Arguably the strongest characters in
The Walking Dead universe are women: among them, Carol Peletier (Melissa McBride), Michonne Grimes (Danai Gurira), Rosita Espinosa (Christian Serratos), and Maggie Rhee (Lauren Cohan). The franchise makes its women suffer, but it allows them to transform that suffering into courage and grit and cunning. By the end of the flagship series, countless battles under her belt, Maggie is heading up the community at Hilltop, which thrived under her governance years before. She is a seasoned fighter and leader - smart, accomplished, and brave.
And yet, in “Who’s There?,” the second episode of
The Walking Dead: Dead City, she displays virtually none of these skills.
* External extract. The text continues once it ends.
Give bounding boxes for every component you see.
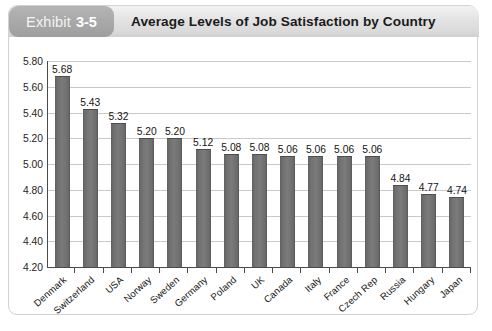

Instead, the dynamic in her uneasy partnership with Negan (Jeffrey Dean Morgan) becomes that of the veteran warrior (him) and the young hothead (her), with Negan lecturing her on how and why to negotiate and cautioning her against unnecessary violence. Maggie is on a knife-edge in this episode - as in all of them - while Negan is wearily tolerant of her aggression and rash decision-making.
There is weariness, too, in one of the episode’s pivotal moments, when Negan enacts a performance reminiscent of his days leading the Saviors. Ambushed by a team of the Croat (Željko Ivanek)’s people, Negan captures one, drives his head through multiple panes of glass, and then slits his throat and guts him over the edge of balcony, allowing the man’s blood and gore to splatter onto his companions below (mysteriously, they do not move out of the way). His sarcastic patter to the attackers is tired, a half-hearted summoning of his former persona that borders dangerously on self-satire, and when he turns to a clearly triggered Maggie afterwards, he looks worn, chagrined, and perhaps regretful.